The Alameda, California-based startup said the funding would support commercialisation of its Prima device.

It said an upcoming launch is planned in Europe and that it would become the first brain computer interface company to have a vision restoration device on the market.

A clinical trial in Europe found the small implant could work as artificial photoreceptors in the retina to restore functional central vision.

The implant is placed under the retina to replace the function of light-sensitive cells lost to disease. A special pair of glasses with an embedded camera and infrared projector sends light signals to the implant.

The study assessed the system in people with advanced dry age-related macular degeneration.

Of the 38 patients who received an implant, 32 were assessed at 12 months. Results showed the device led to a clinically meaningful improvement in visual acuity in 26 people.

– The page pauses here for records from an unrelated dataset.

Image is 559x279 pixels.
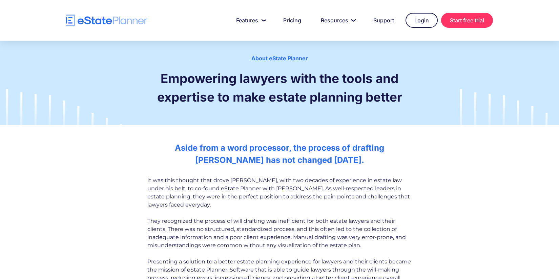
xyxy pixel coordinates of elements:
[365,14,402,27] a: Support
[147,69,412,106] h1: Empowering lawyers with the tools and expertise to make estate planning better
[228,14,272,27] a: Features
[147,142,412,166] h2: Aside from a word processor, the process of drafting [PERSON_NAME] has not changed [DATE].
[66,15,147,26] a: home
[275,14,309,27] a: Pricing
[441,13,493,28] a: Start free trial
[47,54,512,62] div: About eState Planner
[313,14,362,27] a: Resources
[406,13,438,28] a: Login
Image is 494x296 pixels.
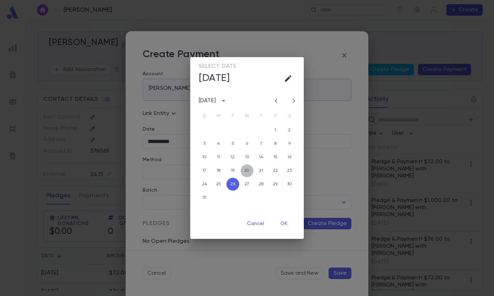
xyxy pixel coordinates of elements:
button: 4 [212,137,225,150]
button: 12 [226,151,239,164]
button: 16 [283,151,296,164]
span: Saturday [283,109,296,123]
h4: [DATE] [199,72,230,84]
button: 27 [241,178,253,191]
button: 17 [198,164,211,177]
button: OK [273,217,295,230]
span: Thursday [255,109,268,123]
button: 6 [241,137,253,150]
button: 11 [212,151,225,164]
button: 20 [241,164,253,177]
button: 31 [198,191,211,204]
button: 18 [212,164,225,177]
div: [DATE] [199,97,216,104]
span: Monday [212,109,225,123]
button: Next month [288,95,299,106]
button: 3 [198,137,211,150]
button: 8 [269,137,282,150]
button: 14 [255,151,268,164]
span: Wednesday [241,109,253,123]
button: 29 [269,178,282,191]
button: 7 [255,137,268,150]
button: Cancel [241,217,270,230]
button: 25 [212,178,225,191]
span: Friday [269,109,282,123]
button: 30 [283,178,296,191]
button: 2 [283,124,296,137]
button: 23 [283,164,296,177]
button: 15 [269,151,282,164]
button: 9 [283,137,296,150]
button: 10 [198,151,211,164]
button: 24 [198,178,211,191]
button: 13 [241,151,253,164]
button: 28 [255,178,268,191]
span: Select date [199,63,237,70]
button: 21 [255,164,268,177]
span: Sunday [198,109,211,123]
button: Previous month [270,95,282,106]
button: 5 [226,137,239,150]
button: calendar view is open, go to text input view [281,71,295,86]
button: 22 [269,164,282,177]
button: 1 [269,124,282,137]
button: calendar view is open, switch to year view [218,95,229,106]
button: 26 [226,178,239,191]
button: 19 [226,164,239,177]
span: Tuesday [226,109,239,123]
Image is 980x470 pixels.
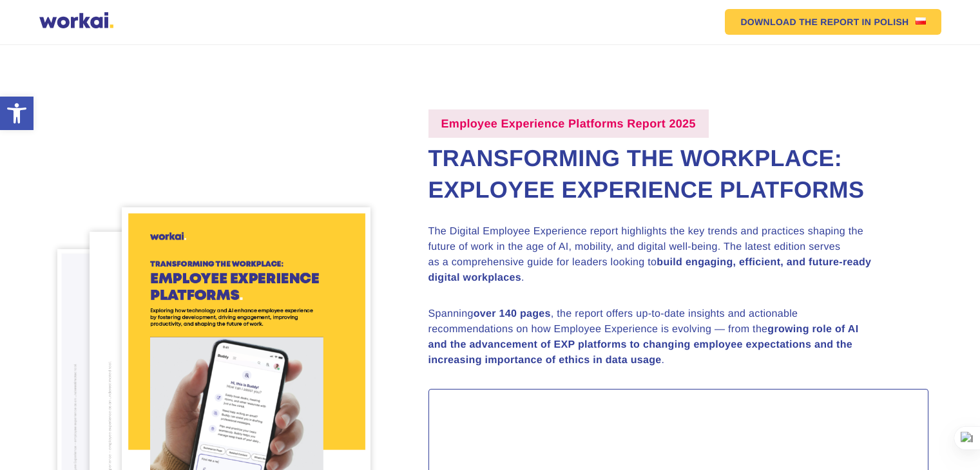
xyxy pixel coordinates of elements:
[916,17,926,25] img: Polish flag
[429,110,709,138] label: Employee Experience Platforms Report 2025
[725,9,940,35] a: DOWNLOAD THE REPORTIN POLISHPolish flag
[429,224,880,286] p: The Digital Employee Experience report highlights the key trends and practices shaping the future...
[429,324,859,366] strong: growing role of AI and the advancement of EXP platforms to changing employee expectations and the...
[429,257,871,283] strong: build engaging, efficient, and future-ready digital workplaces
[429,143,928,206] h2: Transforming the Workplace: Exployee Experience Platforms
[474,309,551,319] strong: over 140 pages
[429,307,880,368] p: Spanning , the report offers up-to-date insights and actionable recommendations on how Employee E...
[740,17,859,26] em: DOWNLOAD THE REPORT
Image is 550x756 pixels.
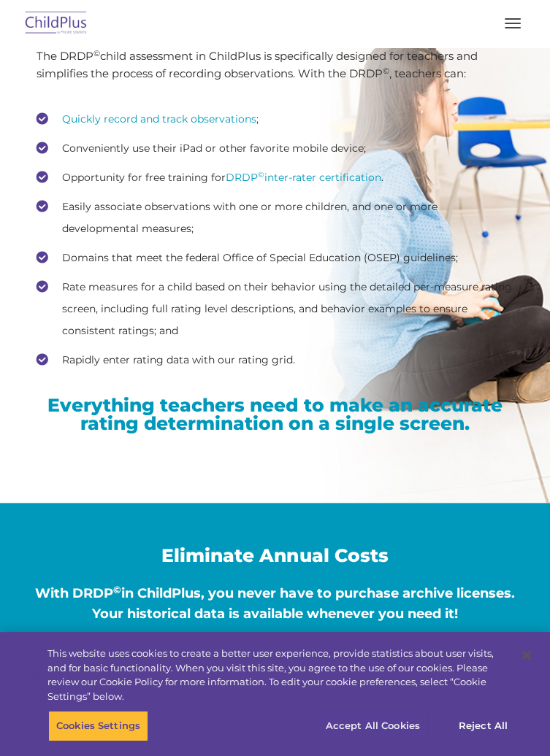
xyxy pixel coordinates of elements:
sup: © [258,170,264,180]
li: Rate measures for a child based on their behavior using the detailed per-measure rating screen, i... [36,276,514,341]
div: This website uses cookies to create a better user experience, provide statistics about user visit... [48,647,511,704]
span: Eliminate Annual Costs [162,544,388,566]
button: Reject All [437,711,529,742]
li: Opportunity for free training for . [36,166,514,188]
img: ChildPlus by Procare Solutions [22,7,90,41]
span: Everything teachers need to make an accurate rating determination on a single screen. [48,394,501,434]
p: The DRDP child assessment in ChildPlus is specifically designed for teachers and simplifies the p... [36,48,514,83]
button: Accept All Cookies [318,711,428,742]
a: DRDP©inter-rater certification [225,171,381,184]
a: Quickly record and track observations [62,112,256,126]
li: Easily associate observations with one or more children, and one or more developmental measures; [36,196,514,240]
li: Domains that meet the federal Office of Special Education (OSEP) guidelines; [36,246,514,268]
sup: © [382,66,389,76]
sup: © [113,584,121,595]
li: Conveniently use their iPad or other favorite mobile device; [36,137,514,159]
button: Close [511,639,542,671]
span: With DRDP in ChildPlus, you never have to purchase archive licenses. [35,585,514,601]
li: Rapidly enter rating data with our rating grid. [36,349,514,371]
li: ; [36,108,514,130]
button: Cookies Settings [49,711,148,742]
sup: © [93,49,100,58]
span: Your historical data is available whenever you need it! [92,606,457,622]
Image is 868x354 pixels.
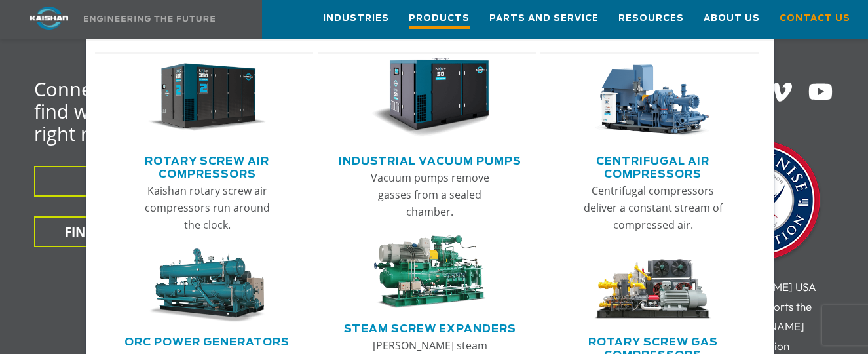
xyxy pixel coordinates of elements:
a: Parts and Service [490,1,599,36]
img: thumb-ORC-Power-Generators [149,249,267,322]
span: Parts and Service [490,11,599,26]
img: Vimeo [770,83,792,102]
p: Centrifugal compressors deliver a constant stream of compressed air. [582,182,725,233]
a: ORC Power Generators [124,331,290,350]
img: thumb-Industrial-Vacuum-Pumps [371,58,490,138]
span: Products [409,11,470,29]
a: Industries [323,1,389,36]
a: Industrial Vacuum Pumps [339,150,521,169]
a: Resources [619,1,684,36]
span: About Us [704,11,760,26]
img: thumb-Centrifugal-Air-Compressors [593,58,712,138]
button: CONTACT US [34,166,222,196]
a: Contact Us [780,1,851,36]
span: Resources [619,11,684,26]
span: Contact Us [780,11,851,26]
p: Vacuum pumps remove gasses from a sealed chamber. [358,169,502,221]
p: Kaishan rotary screw air compressors run around the clock. [136,182,279,233]
button: FIND A DISTRIBUTOR [34,216,222,247]
a: Centrifugal Air Compressors [547,150,759,182]
a: Products [409,1,470,39]
img: Engineering the future [84,15,215,22]
img: thumb-Rotary-Screw-Air-Compressors [149,58,267,138]
span: Industries [323,11,389,26]
a: About Us [704,1,760,36]
span: Connect with us and find what you need right now. [34,76,216,146]
img: thumb-Rotary-Screw-Gas-Compressors [593,249,712,322]
img: Youtube [809,79,834,104]
img: thumb-Steam-Screw-Expanders [371,235,490,310]
a: Steam Screw Expanders [344,317,517,337]
a: Rotary Screw Air Compressors [102,150,313,182]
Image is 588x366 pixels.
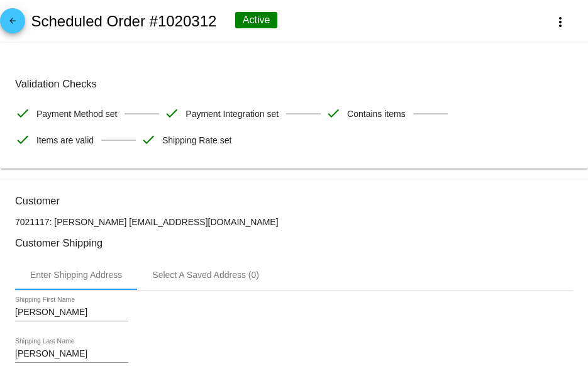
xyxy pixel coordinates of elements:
[185,101,278,127] span: Payment Integration set
[15,349,128,359] input: Shipping Last Name
[15,78,573,90] h3: Validation Checks
[164,105,179,121] mat-icon: check
[36,101,117,127] span: Payment Method set
[325,105,341,121] mat-icon: check
[31,12,216,30] h2: Scheduled Order #1020312
[235,12,278,29] div: Active
[347,101,405,127] span: Contains items
[15,237,573,249] h3: Customer Shipping
[5,16,20,32] mat-icon: arrow_back
[15,132,30,147] mat-icon: check
[141,132,156,147] mat-icon: check
[152,270,259,280] div: Select A Saved Address (0)
[15,105,30,121] mat-icon: check
[162,127,232,154] span: Shipping Rate set
[36,127,94,154] span: Items are valid
[15,217,573,227] p: 7021117: [PERSON_NAME] [EMAIL_ADDRESS][DOMAIN_NAME]
[552,15,568,29] mat-icon: more_vert
[30,270,122,280] div: Enter Shipping Address
[15,195,573,207] h3: Customer
[15,308,128,318] input: Shipping First Name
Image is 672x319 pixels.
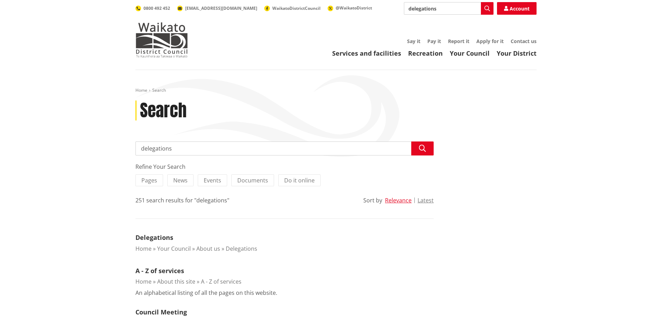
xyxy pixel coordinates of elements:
[136,245,152,253] a: Home
[142,177,157,184] span: Pages
[136,22,188,57] img: Waikato District Council - Te Kaunihera aa Takiwaa o Waikato
[497,49,537,57] a: Your District
[450,49,490,57] a: Your Council
[136,87,147,93] a: Home
[140,101,187,121] h1: Search
[328,5,372,11] a: @WaikatoDistrict
[364,196,382,205] div: Sort by
[136,308,187,316] a: Council Meeting
[497,2,537,15] a: Account
[185,5,257,11] span: [EMAIL_ADDRESS][DOMAIN_NAME]
[136,163,434,171] div: Refine Your Search
[336,5,372,11] span: @WaikatoDistrict
[226,245,257,253] a: Delegations
[448,38,470,44] a: Report it
[136,88,537,94] nav: breadcrumb
[201,278,242,285] a: A - Z of services
[477,38,504,44] a: Apply for it
[204,177,221,184] span: Events
[136,233,173,242] a: Delegations
[408,49,443,57] a: Recreation
[511,38,537,44] a: Contact us
[152,87,166,93] span: Search
[407,38,421,44] a: Say it
[173,177,188,184] span: News
[264,5,321,11] a: WaikatoDistrictCouncil
[136,196,229,205] div: 251 search results for "delegations"
[284,177,315,184] span: Do it online
[136,5,170,11] a: 0800 492 452
[196,245,220,253] a: About us
[157,278,195,285] a: About this site
[404,2,494,15] input: Search input
[136,278,152,285] a: Home
[144,5,170,11] span: 0800 492 452
[136,142,434,156] input: Search input
[272,5,321,11] span: WaikatoDistrictCouncil
[237,177,268,184] span: Documents
[332,49,401,57] a: Services and facilities
[428,38,441,44] a: Pay it
[157,245,191,253] a: Your Council
[136,289,277,297] p: An alphabetical listing of all the pages on this website.
[418,197,434,203] button: Latest
[177,5,257,11] a: [EMAIL_ADDRESS][DOMAIN_NAME]
[136,267,184,275] a: A - Z of services
[385,197,412,203] button: Relevance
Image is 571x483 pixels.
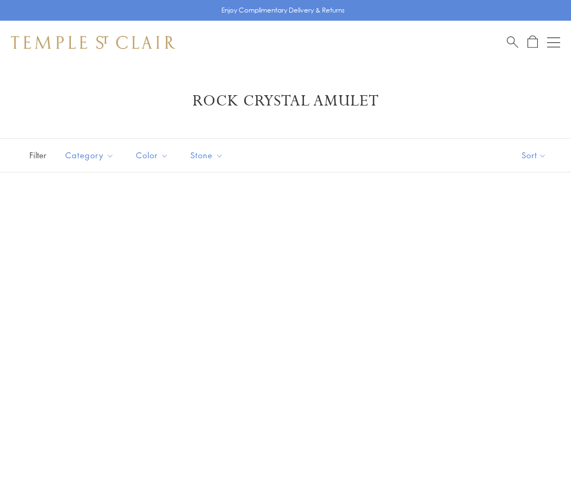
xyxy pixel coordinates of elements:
[221,5,345,16] p: Enjoy Complimentary Delivery & Returns
[60,149,122,162] span: Category
[27,91,544,111] h1: Rock Crystal Amulet
[57,143,122,168] button: Category
[507,35,519,49] a: Search
[528,35,538,49] a: Open Shopping Bag
[182,143,232,168] button: Stone
[11,36,175,49] img: Temple St. Clair
[185,149,232,162] span: Stone
[128,143,177,168] button: Color
[497,139,571,172] button: Show sort by
[547,36,561,49] button: Open navigation
[131,149,177,162] span: Color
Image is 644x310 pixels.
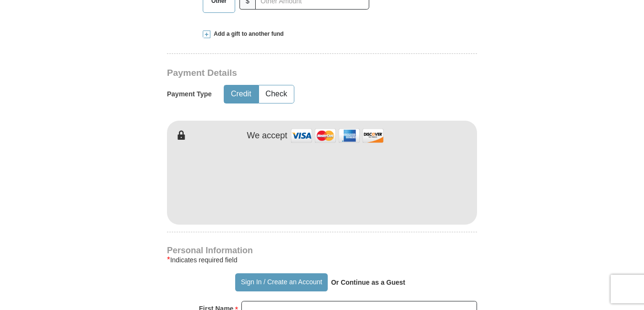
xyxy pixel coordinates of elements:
h3: Payment Details [167,68,410,79]
h4: Personal Information [167,247,477,254]
img: credit cards accepted [290,125,385,146]
button: Credit [224,85,258,103]
strong: Or Continue as a Guest [331,279,406,286]
h4: We accept [247,131,288,141]
button: Check [259,85,294,103]
span: Add a gift to another fund [210,30,284,38]
div: Indicates required field [167,254,477,266]
h5: Payment Type [167,90,212,98]
button: Sign In / Create an Account [235,274,327,291]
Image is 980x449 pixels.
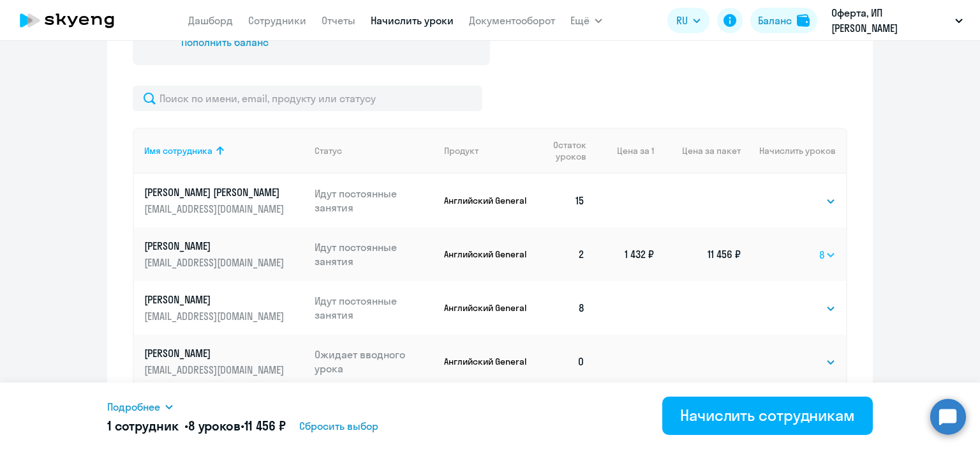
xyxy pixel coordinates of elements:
[144,202,287,216] p: [EMAIL_ADDRESS][DOMAIN_NAME]
[444,195,530,206] p: Английский General
[144,185,304,216] a: [PERSON_NAME] [PERSON_NAME][EMAIL_ADDRESS][DOMAIN_NAME]
[144,346,304,377] a: [PERSON_NAME][EMAIL_ADDRESS][DOMAIN_NAME]
[676,13,688,28] span: RU
[444,356,530,367] p: Английский General
[530,281,596,335] td: 8
[314,145,342,157] div: Статус
[540,139,596,163] div: Остаток уроков
[444,145,530,157] div: Продукт
[144,346,287,360] p: [PERSON_NAME]
[750,8,818,33] button: Балансbalance
[314,240,434,269] p: Идут постоянные занятия
[596,227,654,281] td: 1 432 ₽
[444,249,530,260] p: Английский General
[144,292,287,306] p: [PERSON_NAME]
[662,396,873,435] button: Начислить сотрудникам
[188,14,233,27] a: Дашборд
[654,128,741,173] th: Цена за пакет
[144,309,287,323] p: [EMAIL_ADDRESS][DOMAIN_NAME]
[825,5,969,36] button: Оферта, ИП [PERSON_NAME]
[144,239,304,270] a: [PERSON_NAME][EMAIL_ADDRESS][DOMAIN_NAME]
[314,348,434,376] p: Ожидает вводного урока
[832,5,950,36] p: Оферта, ИП [PERSON_NAME]
[530,173,596,227] td: 15
[144,292,304,323] a: [PERSON_NAME][EMAIL_ADDRESS][DOMAIN_NAME]
[444,145,479,157] div: Продукт
[314,294,434,322] p: Идут постоянные занятия
[741,128,847,173] th: Начислить уроков
[144,145,304,157] div: Имя сотрудника
[299,418,379,434] span: Сбросить выбор
[107,417,285,435] h5: 1 сотрудник • •
[444,302,530,313] p: Английский General
[371,14,454,27] a: Начислить уроки
[188,418,241,434] span: 8 уроков
[245,418,286,434] span: 11 456 ₽
[530,335,596,389] td: 0
[758,13,792,28] div: Баланс
[654,227,741,281] td: 11 456 ₽
[797,14,810,27] img: balance
[144,239,287,253] p: [PERSON_NAME]
[667,8,710,33] button: RU
[530,227,596,281] td: 2
[133,85,483,111] input: Поиск по имени, email, продукту или статусу
[144,256,287,270] p: [EMAIL_ADDRESS][DOMAIN_NAME]
[571,13,590,28] span: Ещё
[314,186,434,215] p: Идут постоянные занятия
[314,145,434,157] div: Статус
[680,405,855,425] div: Начислить сотрудникам
[181,35,323,49] div: Пополнить баланс
[248,14,306,27] a: Сотрудники
[144,185,287,199] p: [PERSON_NAME] [PERSON_NAME]
[144,145,212,157] div: Имя сотрудника
[144,363,287,377] p: [EMAIL_ADDRESS][DOMAIN_NAME]
[469,14,555,27] a: Документооборот
[596,128,654,173] th: Цена за 1
[322,14,356,27] a: Отчеты
[540,139,586,163] span: Остаток уроков
[571,8,603,33] button: Ещё
[107,399,160,414] span: Подробнее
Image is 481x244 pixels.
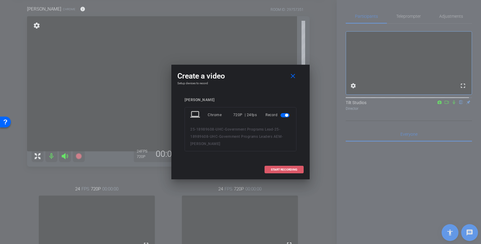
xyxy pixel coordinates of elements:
div: Record [266,110,291,120]
span: [PERSON_NAME] [190,142,221,146]
span: 25-18989608-UHC-Government Programs Lead [190,127,273,131]
div: [PERSON_NAME] [185,98,297,102]
span: - [282,135,283,139]
span: START RECORDING [271,168,298,171]
div: Chrome [208,110,234,120]
mat-icon: laptop [190,110,201,120]
span: - [273,127,275,131]
mat-icon: close [289,73,297,80]
h4: Setup devices to record [178,82,304,85]
div: Create a video [178,71,304,82]
div: 720P | 24fps [234,110,257,120]
button: START RECORDING [265,166,304,173]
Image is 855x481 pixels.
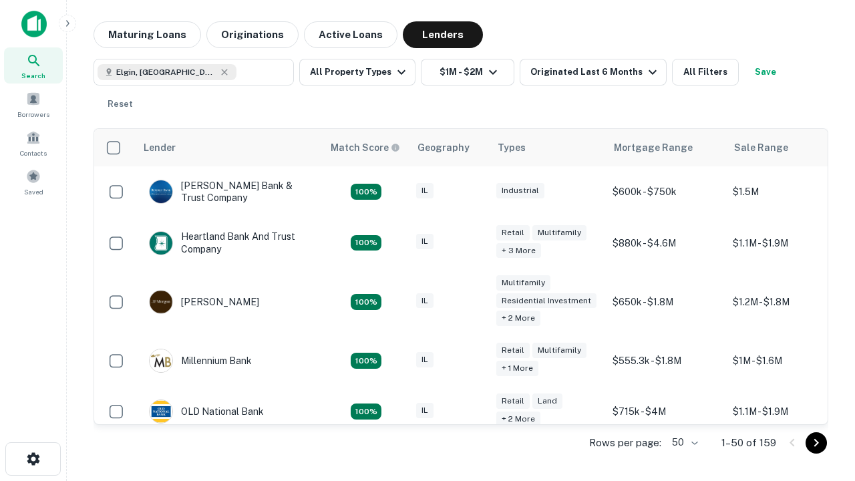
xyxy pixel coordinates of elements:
div: OLD National Bank [149,399,264,423]
button: $1M - $2M [421,59,514,86]
div: + 2 more [496,411,540,427]
div: [PERSON_NAME] [149,290,259,314]
td: $650k - $1.8M [606,269,726,336]
h6: Match Score [331,140,397,155]
button: All Property Types [299,59,415,86]
button: Reset [99,91,142,118]
th: Mortgage Range [606,129,726,166]
span: Search [21,70,45,81]
td: $880k - $4.6M [606,217,726,268]
p: Rows per page: [589,435,661,451]
th: Lender [136,129,323,166]
p: 1–50 of 159 [721,435,776,451]
div: Originated Last 6 Months [530,64,661,80]
div: Matching Properties: 20, hasApolloMatch: undefined [351,235,381,251]
button: All Filters [672,59,739,86]
div: + 2 more [496,311,540,326]
span: Elgin, [GEOGRAPHIC_DATA], [GEOGRAPHIC_DATA] [116,66,216,78]
div: Multifamily [532,225,586,240]
td: $1.1M - $1.9M [726,217,846,268]
th: Sale Range [726,129,846,166]
a: Saved [4,164,63,200]
div: Matching Properties: 22, hasApolloMatch: undefined [351,403,381,419]
div: Retail [496,343,530,358]
td: $1M - $1.6M [726,335,846,386]
td: $1.2M - $1.8M [726,269,846,336]
div: IL [416,403,434,418]
div: 50 [667,433,700,452]
button: Go to next page [806,432,827,454]
img: picture [150,349,172,372]
div: Mortgage Range [614,140,693,156]
div: + 3 more [496,243,541,259]
td: $1.1M - $1.9M [726,386,846,437]
div: Industrial [496,183,544,198]
div: Retail [496,393,530,409]
span: Saved [24,186,43,197]
div: IL [416,183,434,198]
div: Geography [417,140,470,156]
span: Contacts [20,148,47,158]
div: Millennium Bank [149,349,252,373]
button: Lenders [403,21,483,48]
button: Originated Last 6 Months [520,59,667,86]
div: Matching Properties: 24, hasApolloMatch: undefined [351,294,381,310]
img: picture [150,291,172,313]
div: IL [416,293,434,309]
td: $715k - $4M [606,386,726,437]
div: Heartland Bank And Trust Company [149,230,309,254]
th: Geography [409,129,490,166]
a: Search [4,47,63,83]
div: Multifamily [496,275,550,291]
button: Originations [206,21,299,48]
td: $600k - $750k [606,166,726,217]
div: Land [532,393,562,409]
div: Lender [144,140,176,156]
img: picture [150,232,172,254]
img: picture [150,180,172,203]
th: Types [490,129,606,166]
div: Residential Investment [496,293,596,309]
td: $1.5M [726,166,846,217]
div: Matching Properties: 16, hasApolloMatch: undefined [351,353,381,369]
span: Borrowers [17,109,49,120]
div: Multifamily [532,343,586,358]
iframe: Chat Widget [788,331,855,395]
a: Borrowers [4,86,63,122]
a: Contacts [4,125,63,161]
div: + 1 more [496,361,538,376]
td: $555.3k - $1.8M [606,335,726,386]
div: Capitalize uses an advanced AI algorithm to match your search with the best lender. The match sco... [331,140,400,155]
div: [PERSON_NAME] Bank & Trust Company [149,180,309,204]
button: Maturing Loans [94,21,201,48]
div: Retail [496,225,530,240]
button: Save your search to get updates of matches that match your search criteria. [744,59,787,86]
div: IL [416,352,434,367]
img: capitalize-icon.png [21,11,47,37]
img: picture [150,400,172,423]
div: Types [498,140,526,156]
div: Sale Range [734,140,788,156]
div: IL [416,234,434,249]
div: Matching Properties: 28, hasApolloMatch: undefined [351,184,381,200]
button: Active Loans [304,21,397,48]
th: Capitalize uses an advanced AI algorithm to match your search with the best lender. The match sco... [323,129,409,166]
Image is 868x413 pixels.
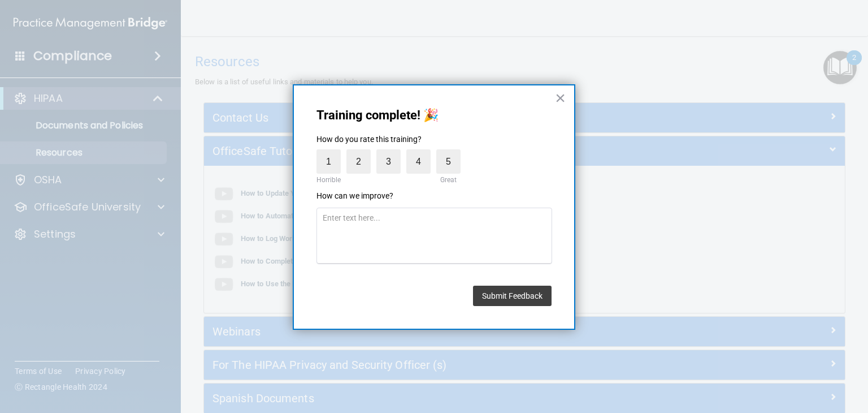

The patients were able to read letters, numbers and words, according to the company.

Science Corporation said it has submitted a CE mark application to the European Union and applied to the US Food and Drug Administration for regulatory approval.

Darius Shahida, chief strategy officer, said: “Our imperative is to become the first BCI company to scale and achieve profitability.”

Founded in 2021, the company has now raised about US$490m in total. It said it is expanding its clinical trial programme to include other retinal diseases, such as Stargardt disease and retinitis pigmentosa.

The Series C round included existing investors Khosla Ventures, Lightspeed Venture Partners, Y Combinator, IQT and Quiet Capital.

Science Corporation said demand for the round exceeded its capital needs, with funds also earmarked for expanding research, manufacturing infrastructure and operations.